With his art under attack, Serra seized the opportunity to deliver an impassioned critique of prevailing attitudes towards public art, as well as, a spirited defense of the formalist aesthetic. This sequence also included rare footage of "Tilted Arc" just months before it was removed due to public demand. While Serra’s unadorned cast-iron installation did not play well with the federal office workers, footage showing similar Serra sculptures at the Leo Castelli Gallery in Soho favorably captures their stark beauty and monumental power.
The Serra sequence was part of an ART/new york program titled Public Sculpture. A related program, New Public Art followed, which included “We Are Family” a collaborative work by John Ahearn and Rigoberto Torres in the South Bronx. In 1982 the work received a NYC award as best public sculpture.
John Ahearn first began making painted plaster casts at the South Bronx alternative art space Fashion Moda. His exhibition “South Bronx Hall of Fame” featured local residents and generated wide enthusiasm not only in the neighborhood but also downtown where young artists were searching for ways to connect with real life and people outside the art world. The expressive quality of Ahearn’s painted casts was on display in an exhibition of similar works at the Tony Shafrazi Gallery. The success of these life casts as public art is evident in the enthusiastic community response captured in footage shot by Tschinkel at the “We Are Family” dedication ceremonies.

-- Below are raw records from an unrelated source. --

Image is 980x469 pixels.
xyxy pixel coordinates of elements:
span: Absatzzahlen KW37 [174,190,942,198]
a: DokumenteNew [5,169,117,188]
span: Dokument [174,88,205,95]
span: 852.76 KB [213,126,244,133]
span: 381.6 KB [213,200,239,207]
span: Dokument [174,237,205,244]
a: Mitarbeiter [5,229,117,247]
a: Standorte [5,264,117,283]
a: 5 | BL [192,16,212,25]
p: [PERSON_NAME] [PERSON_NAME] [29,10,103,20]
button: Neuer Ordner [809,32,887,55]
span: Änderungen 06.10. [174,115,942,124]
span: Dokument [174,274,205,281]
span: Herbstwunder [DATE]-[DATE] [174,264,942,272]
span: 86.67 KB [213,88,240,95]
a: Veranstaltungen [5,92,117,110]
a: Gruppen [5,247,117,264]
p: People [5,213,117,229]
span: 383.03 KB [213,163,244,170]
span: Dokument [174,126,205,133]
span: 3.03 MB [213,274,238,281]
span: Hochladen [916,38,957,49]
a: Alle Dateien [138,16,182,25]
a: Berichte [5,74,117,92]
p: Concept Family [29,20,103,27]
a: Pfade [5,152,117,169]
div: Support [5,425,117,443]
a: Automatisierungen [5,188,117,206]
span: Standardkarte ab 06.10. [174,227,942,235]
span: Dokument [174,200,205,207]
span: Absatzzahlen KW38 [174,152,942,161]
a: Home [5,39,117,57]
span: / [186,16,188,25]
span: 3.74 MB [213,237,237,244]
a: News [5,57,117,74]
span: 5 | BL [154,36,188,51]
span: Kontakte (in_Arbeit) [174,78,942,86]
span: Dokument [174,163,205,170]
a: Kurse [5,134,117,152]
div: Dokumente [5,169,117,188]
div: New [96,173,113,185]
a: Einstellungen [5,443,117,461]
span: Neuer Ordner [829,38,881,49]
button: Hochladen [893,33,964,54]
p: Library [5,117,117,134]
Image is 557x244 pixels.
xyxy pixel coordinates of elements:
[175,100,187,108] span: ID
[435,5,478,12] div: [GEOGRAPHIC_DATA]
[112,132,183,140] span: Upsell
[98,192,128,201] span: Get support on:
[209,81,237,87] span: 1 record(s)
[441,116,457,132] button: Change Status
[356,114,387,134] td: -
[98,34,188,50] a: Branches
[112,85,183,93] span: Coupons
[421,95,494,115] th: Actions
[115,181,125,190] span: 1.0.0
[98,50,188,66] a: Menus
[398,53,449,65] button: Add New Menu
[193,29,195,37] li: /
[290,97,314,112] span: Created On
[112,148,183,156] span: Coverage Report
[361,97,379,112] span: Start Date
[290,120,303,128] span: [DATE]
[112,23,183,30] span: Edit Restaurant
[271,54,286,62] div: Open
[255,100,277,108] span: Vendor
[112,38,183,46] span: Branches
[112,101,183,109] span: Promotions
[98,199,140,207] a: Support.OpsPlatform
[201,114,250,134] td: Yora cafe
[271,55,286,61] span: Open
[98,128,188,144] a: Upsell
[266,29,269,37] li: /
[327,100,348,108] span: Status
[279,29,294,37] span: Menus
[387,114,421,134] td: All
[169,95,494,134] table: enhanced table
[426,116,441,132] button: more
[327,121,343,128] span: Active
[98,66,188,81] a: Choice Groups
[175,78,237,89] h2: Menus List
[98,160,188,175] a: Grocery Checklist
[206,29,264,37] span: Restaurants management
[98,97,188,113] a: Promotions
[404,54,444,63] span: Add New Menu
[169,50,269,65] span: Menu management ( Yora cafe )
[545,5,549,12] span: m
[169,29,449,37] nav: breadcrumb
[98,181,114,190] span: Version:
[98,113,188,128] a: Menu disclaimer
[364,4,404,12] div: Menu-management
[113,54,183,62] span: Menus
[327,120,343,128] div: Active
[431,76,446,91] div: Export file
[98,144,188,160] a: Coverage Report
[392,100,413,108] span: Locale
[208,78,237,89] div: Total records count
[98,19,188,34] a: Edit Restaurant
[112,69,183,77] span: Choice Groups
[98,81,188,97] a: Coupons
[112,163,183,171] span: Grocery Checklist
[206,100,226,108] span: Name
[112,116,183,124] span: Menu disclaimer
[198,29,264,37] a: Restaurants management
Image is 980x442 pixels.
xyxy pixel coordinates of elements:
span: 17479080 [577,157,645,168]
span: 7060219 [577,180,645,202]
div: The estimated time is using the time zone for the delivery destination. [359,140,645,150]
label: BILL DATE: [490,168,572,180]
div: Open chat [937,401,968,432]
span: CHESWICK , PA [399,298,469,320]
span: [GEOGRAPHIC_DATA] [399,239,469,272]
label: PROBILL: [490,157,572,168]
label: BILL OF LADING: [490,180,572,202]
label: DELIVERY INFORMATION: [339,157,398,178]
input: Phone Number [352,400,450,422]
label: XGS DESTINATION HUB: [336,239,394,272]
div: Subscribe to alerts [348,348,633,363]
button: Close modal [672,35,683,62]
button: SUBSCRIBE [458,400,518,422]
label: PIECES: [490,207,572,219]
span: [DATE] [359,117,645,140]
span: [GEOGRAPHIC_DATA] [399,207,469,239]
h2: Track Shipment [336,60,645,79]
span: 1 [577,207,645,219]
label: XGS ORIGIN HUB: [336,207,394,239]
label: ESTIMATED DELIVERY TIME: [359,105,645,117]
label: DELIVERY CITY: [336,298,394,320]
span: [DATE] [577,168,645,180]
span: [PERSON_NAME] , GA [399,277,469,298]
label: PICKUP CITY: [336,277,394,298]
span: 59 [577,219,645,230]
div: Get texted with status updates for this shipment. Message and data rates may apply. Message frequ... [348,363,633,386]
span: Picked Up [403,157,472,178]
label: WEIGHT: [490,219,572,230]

Richard Serra does does not mention John Ahearn or “We Are Family” by name, but there is no doubt that his angry diatribe in our interview was aimed at work akin to Ahearn's. Serra minced no words: “... sculptors casting bronze figures in steel mills and auto workers in steel mills… that kind of humanistic cynicism is a load of crap. All it does is support the larger notion of appealing to a class that says, oh yes, there’s human content there.”
Ironically, Ahearn experienced his own public-art controversy nine years later when another one of his works featuring casts of neighborhood individuals was placed outside a South Bronx police station. In this case a vocal community member loudly questioned the particular types of people he chose to cast for the work. Stung by the criticism and the negative focus it put on his young subjects, Ahearn removed the sculpture only days after its unveiling in 1991.
“We Are Family” has been moved from its original location, and can now be seen at 156 Street and Southern Boulevard in the Bronx.
Jane Kramer, “Whose Art Is It?,” New Yorker Magazine December 21 1992, provides exhaustive coverage of the controversy surrounding Ahearn’s Jerome Avenue police station project.
All videos and photographs courtesy of Paul Tschinkel and ART/new york.